Monday

PETER TREVELYAN'S GEOMETRIC DESIGNS IN (PENCIL) LEADS



PETER TREVELYAN , NEW ZEALAND .





Born in 1973 , New Zealand .


EDUCATION –

Trevelyan completed a Master of Fine Arts at Massey University Wellington in 2008 and is currently undertaking a PhD. He has built up a solid exhibition history in the public sector in a relatively short time. In early 2012 he was included in Prospect, City Gallery Wellington's survey of contemporary practice, and recent solo shows includeTenuous, Pataka Museum of Arts and Cultures, Porirua (2012); Selected Proofs, SOFA Gallery, University of Canterbury (2012); The Light Fantastic, Hirschfield Gallery, City Gallery Wellington (2010); and the Mimetic Brotherhood, Four Plinths Sculpture Project, Wellington Waterfront (2010–12). 
THE ARTIST’S STATEMENT -
“My works investigate drawing itself.

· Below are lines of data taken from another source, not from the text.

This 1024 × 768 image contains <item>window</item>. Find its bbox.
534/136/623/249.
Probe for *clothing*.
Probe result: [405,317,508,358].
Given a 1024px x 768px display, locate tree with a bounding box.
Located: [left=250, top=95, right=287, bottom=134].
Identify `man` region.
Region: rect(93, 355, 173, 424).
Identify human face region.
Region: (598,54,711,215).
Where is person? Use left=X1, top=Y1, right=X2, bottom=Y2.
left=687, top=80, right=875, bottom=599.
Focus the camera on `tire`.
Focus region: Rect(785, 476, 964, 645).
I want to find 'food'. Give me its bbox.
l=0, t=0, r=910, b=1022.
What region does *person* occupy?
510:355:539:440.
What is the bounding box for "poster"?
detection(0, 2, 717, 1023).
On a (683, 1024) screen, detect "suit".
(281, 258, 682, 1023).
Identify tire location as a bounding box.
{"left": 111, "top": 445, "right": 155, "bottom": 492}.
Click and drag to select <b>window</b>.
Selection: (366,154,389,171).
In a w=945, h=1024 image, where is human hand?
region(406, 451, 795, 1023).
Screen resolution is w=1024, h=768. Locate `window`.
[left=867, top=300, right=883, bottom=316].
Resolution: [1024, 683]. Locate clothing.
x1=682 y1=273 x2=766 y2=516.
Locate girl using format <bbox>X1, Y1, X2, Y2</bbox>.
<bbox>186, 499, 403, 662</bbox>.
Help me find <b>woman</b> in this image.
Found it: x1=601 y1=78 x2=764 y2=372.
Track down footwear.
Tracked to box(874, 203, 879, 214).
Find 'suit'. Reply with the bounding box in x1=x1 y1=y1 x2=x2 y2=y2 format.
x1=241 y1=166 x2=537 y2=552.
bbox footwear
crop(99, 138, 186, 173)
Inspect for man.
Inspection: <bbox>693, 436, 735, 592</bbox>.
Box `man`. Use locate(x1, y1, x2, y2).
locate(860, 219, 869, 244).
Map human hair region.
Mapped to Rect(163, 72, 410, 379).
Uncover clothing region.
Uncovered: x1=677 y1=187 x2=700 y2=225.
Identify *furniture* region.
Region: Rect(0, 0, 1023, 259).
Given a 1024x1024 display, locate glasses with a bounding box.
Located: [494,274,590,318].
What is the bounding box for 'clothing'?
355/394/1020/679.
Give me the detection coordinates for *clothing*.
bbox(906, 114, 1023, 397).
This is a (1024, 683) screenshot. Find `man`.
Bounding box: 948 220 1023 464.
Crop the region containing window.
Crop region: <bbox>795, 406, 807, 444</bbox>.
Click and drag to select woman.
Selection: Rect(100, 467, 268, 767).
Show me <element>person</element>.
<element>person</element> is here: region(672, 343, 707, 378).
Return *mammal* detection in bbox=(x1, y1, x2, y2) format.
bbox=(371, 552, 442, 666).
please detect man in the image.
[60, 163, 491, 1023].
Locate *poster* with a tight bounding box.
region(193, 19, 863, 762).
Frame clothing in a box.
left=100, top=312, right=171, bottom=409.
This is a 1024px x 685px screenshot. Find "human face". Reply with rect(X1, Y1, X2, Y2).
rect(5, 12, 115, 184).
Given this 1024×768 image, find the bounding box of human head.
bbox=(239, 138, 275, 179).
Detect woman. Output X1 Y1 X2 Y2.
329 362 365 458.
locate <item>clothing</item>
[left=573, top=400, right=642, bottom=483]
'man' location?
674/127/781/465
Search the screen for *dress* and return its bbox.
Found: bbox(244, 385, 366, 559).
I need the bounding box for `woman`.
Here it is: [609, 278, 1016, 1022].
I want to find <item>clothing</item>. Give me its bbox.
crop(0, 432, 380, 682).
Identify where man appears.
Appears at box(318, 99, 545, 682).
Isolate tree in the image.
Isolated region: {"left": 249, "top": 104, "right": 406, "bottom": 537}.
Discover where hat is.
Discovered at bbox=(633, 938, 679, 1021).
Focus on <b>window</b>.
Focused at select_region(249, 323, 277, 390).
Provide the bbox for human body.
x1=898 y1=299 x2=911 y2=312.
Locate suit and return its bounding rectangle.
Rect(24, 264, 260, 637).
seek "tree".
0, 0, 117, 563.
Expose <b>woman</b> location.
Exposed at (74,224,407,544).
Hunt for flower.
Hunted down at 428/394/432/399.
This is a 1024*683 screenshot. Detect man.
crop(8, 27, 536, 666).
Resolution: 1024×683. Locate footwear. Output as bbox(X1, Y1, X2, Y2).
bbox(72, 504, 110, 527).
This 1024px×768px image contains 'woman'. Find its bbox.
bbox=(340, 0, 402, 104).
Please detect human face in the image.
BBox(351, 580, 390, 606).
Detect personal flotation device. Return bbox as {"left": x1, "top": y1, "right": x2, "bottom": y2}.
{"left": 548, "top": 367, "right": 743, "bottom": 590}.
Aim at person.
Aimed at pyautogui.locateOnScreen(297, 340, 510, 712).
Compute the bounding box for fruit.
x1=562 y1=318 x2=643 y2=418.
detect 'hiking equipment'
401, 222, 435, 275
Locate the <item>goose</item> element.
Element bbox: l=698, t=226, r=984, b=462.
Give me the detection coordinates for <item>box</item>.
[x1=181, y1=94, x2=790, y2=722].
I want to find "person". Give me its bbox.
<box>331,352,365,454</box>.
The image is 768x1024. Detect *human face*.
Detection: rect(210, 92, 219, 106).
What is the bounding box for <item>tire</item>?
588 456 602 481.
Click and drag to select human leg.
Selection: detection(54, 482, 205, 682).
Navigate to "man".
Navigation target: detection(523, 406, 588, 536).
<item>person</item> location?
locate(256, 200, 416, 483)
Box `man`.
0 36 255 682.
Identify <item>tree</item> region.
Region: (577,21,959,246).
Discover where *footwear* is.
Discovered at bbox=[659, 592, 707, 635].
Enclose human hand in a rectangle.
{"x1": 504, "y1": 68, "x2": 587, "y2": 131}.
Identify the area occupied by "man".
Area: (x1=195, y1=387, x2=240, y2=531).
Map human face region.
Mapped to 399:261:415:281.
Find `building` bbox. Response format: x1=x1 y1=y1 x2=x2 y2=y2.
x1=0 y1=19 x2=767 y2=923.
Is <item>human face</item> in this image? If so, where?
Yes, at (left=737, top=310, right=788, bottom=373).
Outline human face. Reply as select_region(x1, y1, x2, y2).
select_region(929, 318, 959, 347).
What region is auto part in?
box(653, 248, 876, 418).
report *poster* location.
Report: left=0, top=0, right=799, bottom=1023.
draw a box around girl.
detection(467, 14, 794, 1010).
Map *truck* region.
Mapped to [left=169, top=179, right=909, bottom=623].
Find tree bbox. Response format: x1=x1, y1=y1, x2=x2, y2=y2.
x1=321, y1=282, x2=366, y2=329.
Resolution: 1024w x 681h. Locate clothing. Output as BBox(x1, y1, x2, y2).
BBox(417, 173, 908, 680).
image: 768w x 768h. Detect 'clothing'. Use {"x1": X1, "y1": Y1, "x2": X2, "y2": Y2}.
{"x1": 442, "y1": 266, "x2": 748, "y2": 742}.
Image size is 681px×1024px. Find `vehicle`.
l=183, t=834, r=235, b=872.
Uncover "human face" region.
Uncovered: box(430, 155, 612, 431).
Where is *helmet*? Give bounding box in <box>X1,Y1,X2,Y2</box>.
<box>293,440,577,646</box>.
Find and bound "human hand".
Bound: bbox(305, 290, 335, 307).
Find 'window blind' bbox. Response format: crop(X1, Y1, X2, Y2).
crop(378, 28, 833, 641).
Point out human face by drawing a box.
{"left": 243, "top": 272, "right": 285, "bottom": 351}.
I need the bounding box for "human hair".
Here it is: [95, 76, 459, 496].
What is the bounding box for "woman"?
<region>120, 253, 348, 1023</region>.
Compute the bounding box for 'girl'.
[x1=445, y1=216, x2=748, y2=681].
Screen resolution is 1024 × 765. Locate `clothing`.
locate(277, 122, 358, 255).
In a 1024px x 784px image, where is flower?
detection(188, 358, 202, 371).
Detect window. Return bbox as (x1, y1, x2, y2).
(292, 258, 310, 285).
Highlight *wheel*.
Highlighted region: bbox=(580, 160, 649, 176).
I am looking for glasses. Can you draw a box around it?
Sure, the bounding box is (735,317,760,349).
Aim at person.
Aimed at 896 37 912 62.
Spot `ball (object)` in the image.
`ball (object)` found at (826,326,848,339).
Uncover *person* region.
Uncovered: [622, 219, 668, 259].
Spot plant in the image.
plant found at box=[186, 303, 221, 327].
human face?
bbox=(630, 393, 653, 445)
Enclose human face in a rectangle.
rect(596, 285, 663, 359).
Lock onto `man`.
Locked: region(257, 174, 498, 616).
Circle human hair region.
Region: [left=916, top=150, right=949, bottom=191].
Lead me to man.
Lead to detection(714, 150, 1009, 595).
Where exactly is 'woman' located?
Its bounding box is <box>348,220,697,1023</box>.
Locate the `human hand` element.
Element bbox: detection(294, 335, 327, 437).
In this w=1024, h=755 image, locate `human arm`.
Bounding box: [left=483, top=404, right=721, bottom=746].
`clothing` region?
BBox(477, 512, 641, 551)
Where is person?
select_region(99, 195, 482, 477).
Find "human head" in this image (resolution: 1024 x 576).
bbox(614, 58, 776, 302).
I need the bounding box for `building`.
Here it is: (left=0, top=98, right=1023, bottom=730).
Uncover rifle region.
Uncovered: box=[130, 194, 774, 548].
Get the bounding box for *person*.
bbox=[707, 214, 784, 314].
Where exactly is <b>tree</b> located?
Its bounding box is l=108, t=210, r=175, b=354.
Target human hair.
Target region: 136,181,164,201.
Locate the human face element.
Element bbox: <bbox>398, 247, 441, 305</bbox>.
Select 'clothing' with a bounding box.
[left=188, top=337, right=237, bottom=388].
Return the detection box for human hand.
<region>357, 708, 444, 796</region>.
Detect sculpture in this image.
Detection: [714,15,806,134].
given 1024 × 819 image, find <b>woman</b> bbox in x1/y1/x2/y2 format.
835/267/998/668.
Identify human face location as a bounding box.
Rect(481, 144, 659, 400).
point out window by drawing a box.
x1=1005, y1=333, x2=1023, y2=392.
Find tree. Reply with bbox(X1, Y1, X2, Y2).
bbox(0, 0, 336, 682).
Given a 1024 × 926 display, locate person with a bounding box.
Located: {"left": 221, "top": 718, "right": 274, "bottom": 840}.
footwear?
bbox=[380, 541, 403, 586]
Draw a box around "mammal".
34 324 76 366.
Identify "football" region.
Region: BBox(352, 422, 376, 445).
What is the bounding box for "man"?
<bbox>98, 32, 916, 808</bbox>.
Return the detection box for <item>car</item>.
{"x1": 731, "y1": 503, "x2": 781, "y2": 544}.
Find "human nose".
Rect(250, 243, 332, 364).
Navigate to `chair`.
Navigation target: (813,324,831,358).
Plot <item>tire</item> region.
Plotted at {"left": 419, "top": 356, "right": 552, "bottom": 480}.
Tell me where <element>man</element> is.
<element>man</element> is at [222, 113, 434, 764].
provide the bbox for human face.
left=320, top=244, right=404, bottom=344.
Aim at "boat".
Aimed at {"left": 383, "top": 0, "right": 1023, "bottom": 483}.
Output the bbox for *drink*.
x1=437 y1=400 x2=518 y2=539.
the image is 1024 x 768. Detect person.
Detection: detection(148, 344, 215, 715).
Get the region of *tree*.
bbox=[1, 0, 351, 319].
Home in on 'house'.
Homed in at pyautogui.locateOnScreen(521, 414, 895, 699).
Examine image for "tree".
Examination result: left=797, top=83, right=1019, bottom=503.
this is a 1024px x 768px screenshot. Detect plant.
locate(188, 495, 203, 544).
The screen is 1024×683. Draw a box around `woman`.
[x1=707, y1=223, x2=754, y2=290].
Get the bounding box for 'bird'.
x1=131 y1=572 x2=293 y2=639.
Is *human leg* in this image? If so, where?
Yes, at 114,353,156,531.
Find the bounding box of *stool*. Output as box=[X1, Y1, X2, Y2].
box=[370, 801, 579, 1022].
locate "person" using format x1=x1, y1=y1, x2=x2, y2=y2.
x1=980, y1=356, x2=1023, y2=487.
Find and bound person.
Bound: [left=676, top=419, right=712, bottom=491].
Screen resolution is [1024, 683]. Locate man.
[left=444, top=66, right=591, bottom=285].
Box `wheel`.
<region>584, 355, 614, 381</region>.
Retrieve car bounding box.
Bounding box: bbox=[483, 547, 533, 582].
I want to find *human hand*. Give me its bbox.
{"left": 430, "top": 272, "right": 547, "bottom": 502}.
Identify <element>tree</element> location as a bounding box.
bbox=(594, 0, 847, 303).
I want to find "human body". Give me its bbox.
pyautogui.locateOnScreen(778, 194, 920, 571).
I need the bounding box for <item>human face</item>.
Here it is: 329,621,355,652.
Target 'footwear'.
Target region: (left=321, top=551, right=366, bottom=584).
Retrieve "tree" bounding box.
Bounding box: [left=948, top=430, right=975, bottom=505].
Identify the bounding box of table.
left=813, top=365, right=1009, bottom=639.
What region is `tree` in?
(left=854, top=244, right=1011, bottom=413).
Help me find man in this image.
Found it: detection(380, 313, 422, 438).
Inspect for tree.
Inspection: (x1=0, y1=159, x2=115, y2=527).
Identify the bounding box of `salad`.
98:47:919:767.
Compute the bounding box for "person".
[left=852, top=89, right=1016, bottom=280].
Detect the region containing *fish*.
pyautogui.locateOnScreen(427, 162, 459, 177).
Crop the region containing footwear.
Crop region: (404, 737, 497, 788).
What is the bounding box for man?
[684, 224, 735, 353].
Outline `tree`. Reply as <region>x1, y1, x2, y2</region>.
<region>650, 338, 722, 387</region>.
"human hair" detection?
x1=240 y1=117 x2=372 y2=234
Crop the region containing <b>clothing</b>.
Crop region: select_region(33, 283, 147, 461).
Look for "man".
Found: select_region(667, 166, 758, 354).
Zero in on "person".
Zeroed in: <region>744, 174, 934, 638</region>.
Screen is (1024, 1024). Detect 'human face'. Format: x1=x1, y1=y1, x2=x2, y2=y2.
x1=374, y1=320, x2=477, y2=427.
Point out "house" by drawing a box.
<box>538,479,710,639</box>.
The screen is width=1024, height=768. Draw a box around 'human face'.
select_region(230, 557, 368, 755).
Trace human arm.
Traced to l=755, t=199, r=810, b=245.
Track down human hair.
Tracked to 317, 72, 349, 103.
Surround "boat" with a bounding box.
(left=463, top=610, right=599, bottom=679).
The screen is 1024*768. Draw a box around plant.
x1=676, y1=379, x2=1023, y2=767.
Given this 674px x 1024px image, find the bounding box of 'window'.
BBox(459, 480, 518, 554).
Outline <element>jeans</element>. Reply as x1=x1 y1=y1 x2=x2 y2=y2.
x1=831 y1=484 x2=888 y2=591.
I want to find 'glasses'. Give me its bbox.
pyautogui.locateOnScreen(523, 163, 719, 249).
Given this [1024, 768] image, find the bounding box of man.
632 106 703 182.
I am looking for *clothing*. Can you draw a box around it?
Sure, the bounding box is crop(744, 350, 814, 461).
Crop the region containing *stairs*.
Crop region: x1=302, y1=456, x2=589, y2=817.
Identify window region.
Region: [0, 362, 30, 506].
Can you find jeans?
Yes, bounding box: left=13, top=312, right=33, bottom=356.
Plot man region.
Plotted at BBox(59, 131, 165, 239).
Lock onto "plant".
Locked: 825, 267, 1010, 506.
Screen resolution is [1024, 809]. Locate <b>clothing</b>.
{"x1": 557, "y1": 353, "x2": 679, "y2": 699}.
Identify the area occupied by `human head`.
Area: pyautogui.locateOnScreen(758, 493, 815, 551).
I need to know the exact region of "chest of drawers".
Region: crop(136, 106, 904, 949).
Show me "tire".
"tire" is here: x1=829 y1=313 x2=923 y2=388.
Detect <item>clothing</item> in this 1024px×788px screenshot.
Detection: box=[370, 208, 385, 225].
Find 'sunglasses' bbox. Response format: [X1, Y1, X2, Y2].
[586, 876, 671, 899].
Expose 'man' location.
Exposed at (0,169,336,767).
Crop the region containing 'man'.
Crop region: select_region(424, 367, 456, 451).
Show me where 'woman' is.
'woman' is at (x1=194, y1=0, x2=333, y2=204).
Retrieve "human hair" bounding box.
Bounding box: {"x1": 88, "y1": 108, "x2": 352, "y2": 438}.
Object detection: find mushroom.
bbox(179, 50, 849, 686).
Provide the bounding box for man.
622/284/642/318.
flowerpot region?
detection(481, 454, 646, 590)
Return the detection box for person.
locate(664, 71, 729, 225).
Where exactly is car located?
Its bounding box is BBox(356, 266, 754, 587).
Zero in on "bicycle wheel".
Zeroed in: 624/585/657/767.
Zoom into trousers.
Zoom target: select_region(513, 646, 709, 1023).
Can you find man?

A drawing is a plan, a preliminary visualisation of something to be undertaken in the physical world. Drawing is an ancient technology, a system for postulating, organising and mapping information about the physical world and manipulating it in order to change or affect that world. While exploring the possibilities of different forms I received a very extensive education in the relative strengths and potentials of basic three-dimensional forms. Inadvertently I was experimenting with the series of forms known as the Platonic solids. Already I was intrigued by the possible readings of these three dimensional drawings as relating to the ideal forms postulated by Socrates in Plato’s Republic. Socrates uses “those who study geometry and calculation…” as an example to illustrate the properties of his ideal forms.
You know that they use visible squares and figures, and make their arguments about them, though they are not thinking about them, but of those things of which the visible are images.They make them into hypotheses as though they knew them, and will give no further account of them . Starting from these, they go on till they arrive by agreement at the original object of their inquiry.
Viewing the works in this way enabled me to clearly relate them to my research; they became models for complex systems, struggling to account for the mundane realities of occupying space. Constructed from pencil leads, a tool so closely linked to the development and advancement of technologies, the obvious fragility and sheer unlikelihood of these structures reflected the tenuous foundations I had discovered in all logic-based systems. Furthermore the structures created a confused subset of readings of the form itself, the multiplicity of lines mislead, distract and disorient the eye so that it can be difficult to discern the actual form, or even its dimensionality.”